WORK REQUEST
Your copy should start at the line with "Find the location" and end at the line with "Task: Click on" in the data below. Transcribe only those lines, exactly, pictures excluded.
◆ ◆ ◆ ◆ ◆
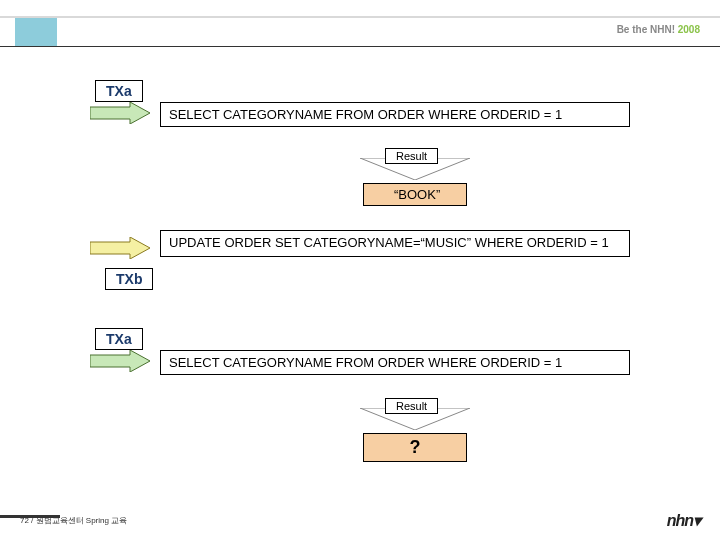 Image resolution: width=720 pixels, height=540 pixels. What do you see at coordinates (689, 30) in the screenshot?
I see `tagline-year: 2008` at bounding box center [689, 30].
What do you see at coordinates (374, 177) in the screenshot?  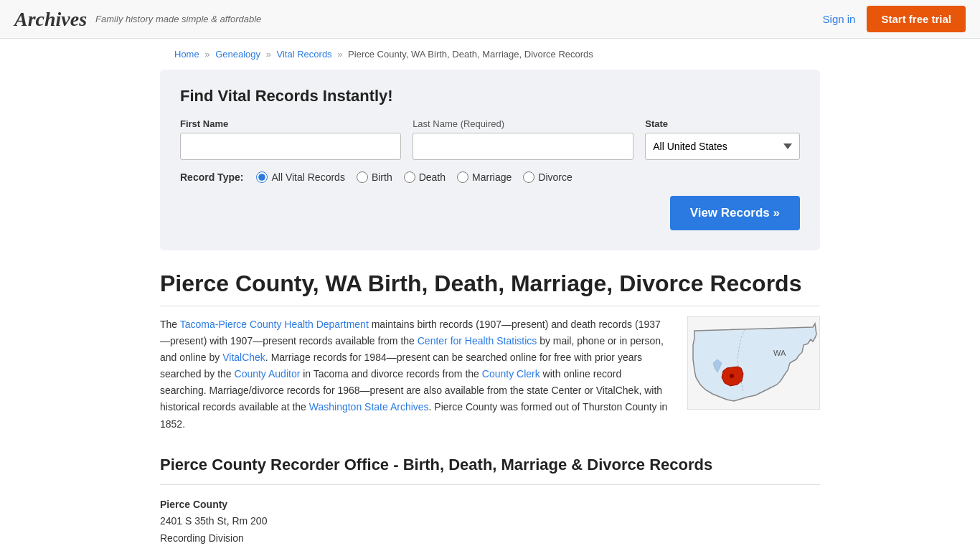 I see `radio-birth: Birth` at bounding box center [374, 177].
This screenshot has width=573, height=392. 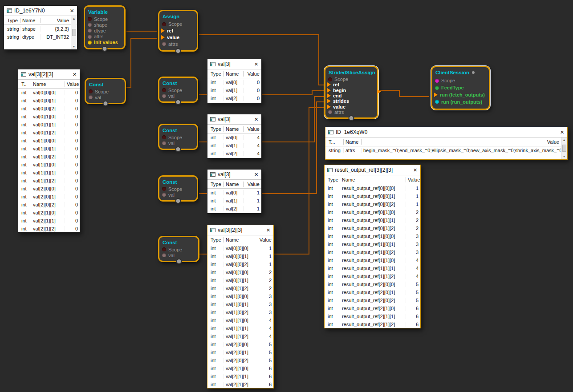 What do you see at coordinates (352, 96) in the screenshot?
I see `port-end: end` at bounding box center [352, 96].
◆ ◆ ◆ ◆ ◆
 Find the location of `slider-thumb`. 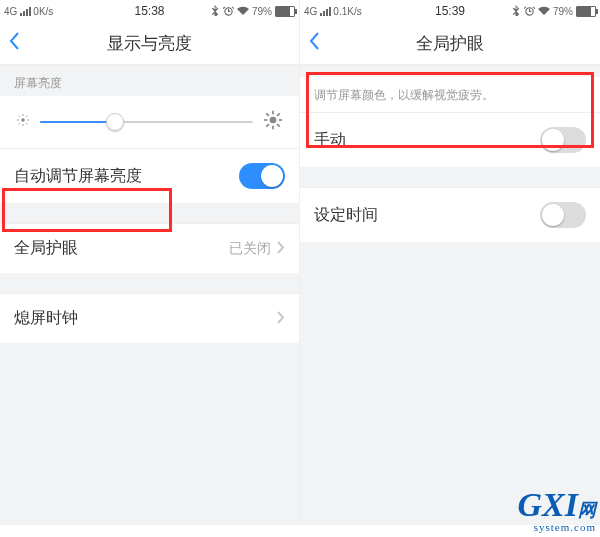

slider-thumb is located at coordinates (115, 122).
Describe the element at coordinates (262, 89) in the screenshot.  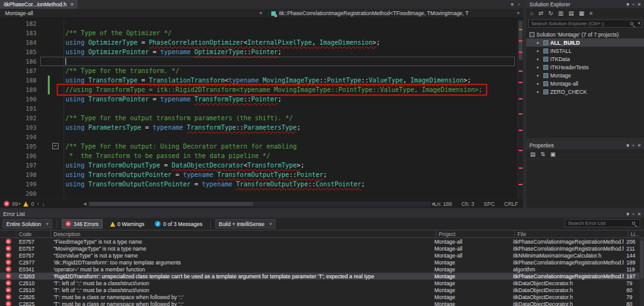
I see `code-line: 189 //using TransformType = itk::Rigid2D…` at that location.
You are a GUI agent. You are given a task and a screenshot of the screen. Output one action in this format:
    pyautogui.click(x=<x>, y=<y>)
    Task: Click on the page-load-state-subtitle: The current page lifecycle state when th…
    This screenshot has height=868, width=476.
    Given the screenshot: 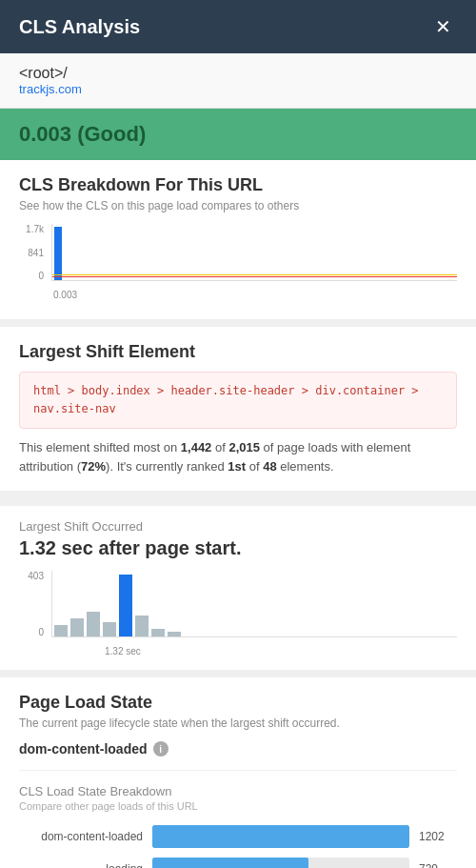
◆ ◆ ◆ ◆ ◆
WRITTEN RESPONSE
 Find the location of `slider-thumb`. 

slider-thumb is located at coordinates (115, 122).
Describe the element at coordinates (262, 89) in the screenshot.  
I see `code-line: 189 //using TransformType = itk::Rigid2D…` at that location.
You are a GUI agent. You are given a task and a screenshot of the screen. Output one action in this format:
    pyautogui.click(x=<x>, y=<y>)
    Task: Click on the page-load-state-subtitle: The current page lifecycle state when th…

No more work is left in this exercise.